→ **Work item**:
Give the data again in full, with every character unchanged.

→ **Records to process**:
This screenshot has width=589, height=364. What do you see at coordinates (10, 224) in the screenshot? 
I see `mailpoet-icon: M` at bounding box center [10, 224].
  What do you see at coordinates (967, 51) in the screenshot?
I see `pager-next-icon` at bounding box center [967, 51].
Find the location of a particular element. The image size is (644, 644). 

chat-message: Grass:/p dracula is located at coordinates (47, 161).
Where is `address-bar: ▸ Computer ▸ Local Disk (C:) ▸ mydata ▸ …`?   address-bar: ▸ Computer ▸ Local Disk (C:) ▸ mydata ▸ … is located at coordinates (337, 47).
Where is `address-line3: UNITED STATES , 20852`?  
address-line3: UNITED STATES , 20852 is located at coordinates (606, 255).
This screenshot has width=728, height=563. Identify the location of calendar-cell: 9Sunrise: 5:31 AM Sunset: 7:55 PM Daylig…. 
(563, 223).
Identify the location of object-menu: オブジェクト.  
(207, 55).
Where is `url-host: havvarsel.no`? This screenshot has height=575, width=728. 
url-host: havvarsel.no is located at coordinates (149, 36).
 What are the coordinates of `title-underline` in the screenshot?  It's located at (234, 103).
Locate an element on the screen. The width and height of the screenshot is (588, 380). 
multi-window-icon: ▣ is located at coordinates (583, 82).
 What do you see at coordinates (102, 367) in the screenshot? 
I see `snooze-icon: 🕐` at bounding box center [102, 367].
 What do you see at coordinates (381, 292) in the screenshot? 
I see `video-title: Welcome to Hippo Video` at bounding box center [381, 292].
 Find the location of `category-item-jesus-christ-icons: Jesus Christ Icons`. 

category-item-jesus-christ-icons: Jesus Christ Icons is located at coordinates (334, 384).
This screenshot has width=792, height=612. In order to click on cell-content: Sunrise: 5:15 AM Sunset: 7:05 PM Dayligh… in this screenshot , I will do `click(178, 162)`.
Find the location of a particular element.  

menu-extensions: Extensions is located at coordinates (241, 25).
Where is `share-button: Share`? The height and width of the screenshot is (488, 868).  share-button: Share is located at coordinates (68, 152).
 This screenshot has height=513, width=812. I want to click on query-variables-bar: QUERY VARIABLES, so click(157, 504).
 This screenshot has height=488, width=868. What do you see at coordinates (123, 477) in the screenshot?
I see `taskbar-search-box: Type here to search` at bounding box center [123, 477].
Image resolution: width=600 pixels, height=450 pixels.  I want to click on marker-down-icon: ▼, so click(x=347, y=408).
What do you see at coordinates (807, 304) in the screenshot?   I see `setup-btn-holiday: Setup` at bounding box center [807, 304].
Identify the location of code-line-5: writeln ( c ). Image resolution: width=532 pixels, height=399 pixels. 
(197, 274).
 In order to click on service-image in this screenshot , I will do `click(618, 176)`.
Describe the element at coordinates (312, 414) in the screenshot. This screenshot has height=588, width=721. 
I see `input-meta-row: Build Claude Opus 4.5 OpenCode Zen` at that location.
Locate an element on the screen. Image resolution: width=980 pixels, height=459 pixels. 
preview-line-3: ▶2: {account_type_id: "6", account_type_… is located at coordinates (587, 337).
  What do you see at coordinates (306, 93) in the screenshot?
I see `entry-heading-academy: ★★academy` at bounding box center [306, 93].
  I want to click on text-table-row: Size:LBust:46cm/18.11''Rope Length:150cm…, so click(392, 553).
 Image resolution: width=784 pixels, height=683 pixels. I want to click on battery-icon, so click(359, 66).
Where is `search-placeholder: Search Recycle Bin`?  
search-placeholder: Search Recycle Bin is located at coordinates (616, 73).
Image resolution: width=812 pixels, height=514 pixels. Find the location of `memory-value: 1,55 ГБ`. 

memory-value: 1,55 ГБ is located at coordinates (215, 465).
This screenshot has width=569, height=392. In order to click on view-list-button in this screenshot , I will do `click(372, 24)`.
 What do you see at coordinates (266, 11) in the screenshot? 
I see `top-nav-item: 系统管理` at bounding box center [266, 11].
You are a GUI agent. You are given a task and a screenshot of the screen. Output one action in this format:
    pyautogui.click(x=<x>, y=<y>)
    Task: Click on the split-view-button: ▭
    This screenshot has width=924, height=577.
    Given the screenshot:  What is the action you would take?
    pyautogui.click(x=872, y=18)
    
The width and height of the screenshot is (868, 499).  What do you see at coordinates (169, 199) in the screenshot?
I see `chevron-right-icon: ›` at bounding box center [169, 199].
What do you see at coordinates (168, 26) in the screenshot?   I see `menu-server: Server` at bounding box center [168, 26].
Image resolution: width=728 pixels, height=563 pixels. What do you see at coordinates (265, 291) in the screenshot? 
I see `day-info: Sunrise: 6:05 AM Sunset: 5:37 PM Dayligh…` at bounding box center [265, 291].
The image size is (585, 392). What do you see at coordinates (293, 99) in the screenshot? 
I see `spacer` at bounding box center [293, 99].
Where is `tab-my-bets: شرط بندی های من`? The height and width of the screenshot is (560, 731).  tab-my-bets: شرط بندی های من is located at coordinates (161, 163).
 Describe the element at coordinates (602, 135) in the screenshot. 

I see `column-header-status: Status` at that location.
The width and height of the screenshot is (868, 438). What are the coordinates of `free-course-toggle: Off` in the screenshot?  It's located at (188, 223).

→ **Solution**:
This screenshot has width=589, height=364. What do you see at coordinates (10, 224) in the screenshot? 
I see `mailpoet-icon: M` at bounding box center [10, 224].
  What do you see at coordinates (967, 51) in the screenshot?
I see `pager-next-icon` at bounding box center [967, 51].
Find the location of a particular element. The image size is (644, 644). 

chat-message: Grass:/p dracula is located at coordinates (47, 161).
Where is `address-bar: ▸ Computer ▸ Local Disk (C:) ▸ mydata ▸ …`?   address-bar: ▸ Computer ▸ Local Disk (C:) ▸ mydata ▸ … is located at coordinates (337, 47).
Where is `address-line3: UNITED STATES , 20852`?  
address-line3: UNITED STATES , 20852 is located at coordinates (606, 255).
This screenshot has width=728, height=563. Identify the location of calendar-cell: 9Sunrise: 5:31 AM Sunset: 7:55 PM Daylig…. 
(563, 223).
Identify the location of object-menu: オブジェクト.  
(207, 55).
Where is `url-host: havvarsel.no`? This screenshot has height=575, width=728. 
url-host: havvarsel.no is located at coordinates (149, 36).
 What are the coordinates of `title-underline` in the screenshot?  It's located at (234, 103).
Locate an element on the screen. The width and height of the screenshot is (588, 380). 
multi-window-icon: ▣ is located at coordinates (583, 82).
 What do you see at coordinates (102, 367) in the screenshot? 
I see `snooze-icon: 🕐` at bounding box center [102, 367].
 What do you see at coordinates (381, 292) in the screenshot? 
I see `video-title: Welcome to Hippo Video` at bounding box center [381, 292].
 Find the location of `category-item-jesus-christ-icons: Jesus Christ Icons`. 

category-item-jesus-christ-icons: Jesus Christ Icons is located at coordinates (334, 384).
This screenshot has width=792, height=612. In order to click on cell-content: Sunrise: 5:15 AM Sunset: 7:05 PM Dayligh… in this screenshot , I will do `click(178, 162)`.
Find the location of a particular element.  

menu-extensions: Extensions is located at coordinates (241, 25).
Where is `share-button: Share`? The height and width of the screenshot is (488, 868).  share-button: Share is located at coordinates (68, 152).
 This screenshot has height=513, width=812. I want to click on query-variables-bar: QUERY VARIABLES, so click(157, 504).
 This screenshot has height=488, width=868. What do you see at coordinates (123, 477) in the screenshot?
I see `taskbar-search-box: Type here to search` at bounding box center [123, 477].
Image resolution: width=600 pixels, height=450 pixels.  I want to click on marker-down-icon: ▼, so click(x=347, y=408).
What do you see at coordinates (807, 304) in the screenshot?   I see `setup-btn-holiday: Setup` at bounding box center [807, 304].
Identify the location of code-line-5: writeln ( c ). Image resolution: width=532 pixels, height=399 pixels. 
(197, 274).
 In order to click on service-image in this screenshot , I will do `click(618, 176)`.
Describe the element at coordinates (312, 414) in the screenshot. This screenshot has height=588, width=721. 
I see `input-meta-row: Build Claude Opus 4.5 OpenCode Zen` at that location.
Locate an element on the screen. Image resolution: width=980 pixels, height=459 pixels. 
preview-line-3: ▶2: {account_type_id: "6", account_type_… is located at coordinates (587, 337).
  What do you see at coordinates (306, 93) in the screenshot?
I see `entry-heading-academy: ★★academy` at bounding box center [306, 93].
  I want to click on text-table-row: Size:LBust:46cm/18.11''Rope Length:150cm…, so click(392, 553).
 Image resolution: width=784 pixels, height=683 pixels. I want to click on battery-icon, so click(359, 66).
Where is `search-placeholder: Search Recycle Bin`?  
search-placeholder: Search Recycle Bin is located at coordinates (616, 73).
Image resolution: width=812 pixels, height=514 pixels. Find the location of `memory-value: 1,55 ГБ`. 

memory-value: 1,55 ГБ is located at coordinates (215, 465).
This screenshot has width=569, height=392. In order to click on view-list-button in this screenshot , I will do `click(372, 24)`.
 What do you see at coordinates (266, 11) in the screenshot? 
I see `top-nav-item: 系统管理` at bounding box center [266, 11].
You are a GUI agent. You are given a task and a screenshot of the screen. Output one action in this format:
    pyautogui.click(x=<x>, y=<y>)
    Task: Click on the split-view-button: ▭
    This screenshot has width=924, height=577.
    Given the screenshot:  What is the action you would take?
    pyautogui.click(x=872, y=18)
    
The width and height of the screenshot is (868, 499).  What do you see at coordinates (169, 199) in the screenshot?
I see `chevron-right-icon: ›` at bounding box center [169, 199].
What do you see at coordinates (168, 26) in the screenshot?   I see `menu-server: Server` at bounding box center [168, 26].
Image resolution: width=728 pixels, height=563 pixels. What do you see at coordinates (265, 291) in the screenshot? 
I see `day-info: Sunrise: 6:05 AM Sunset: 5:37 PM Dayligh…` at bounding box center [265, 291].
The image size is (585, 392). What do you see at coordinates (293, 99) in the screenshot? 
I see `spacer` at bounding box center [293, 99].
Where is `tab-my-bets: شرط بندی های من`? The height and width of the screenshot is (560, 731).  tab-my-bets: شرط بندی های من is located at coordinates (161, 163).
 Describe the element at coordinates (602, 135) in the screenshot. 

I see `column-header-status: Status` at that location.
The width and height of the screenshot is (868, 438). What are the coordinates of `free-course-toggle: Off` in the screenshot?  It's located at (188, 223).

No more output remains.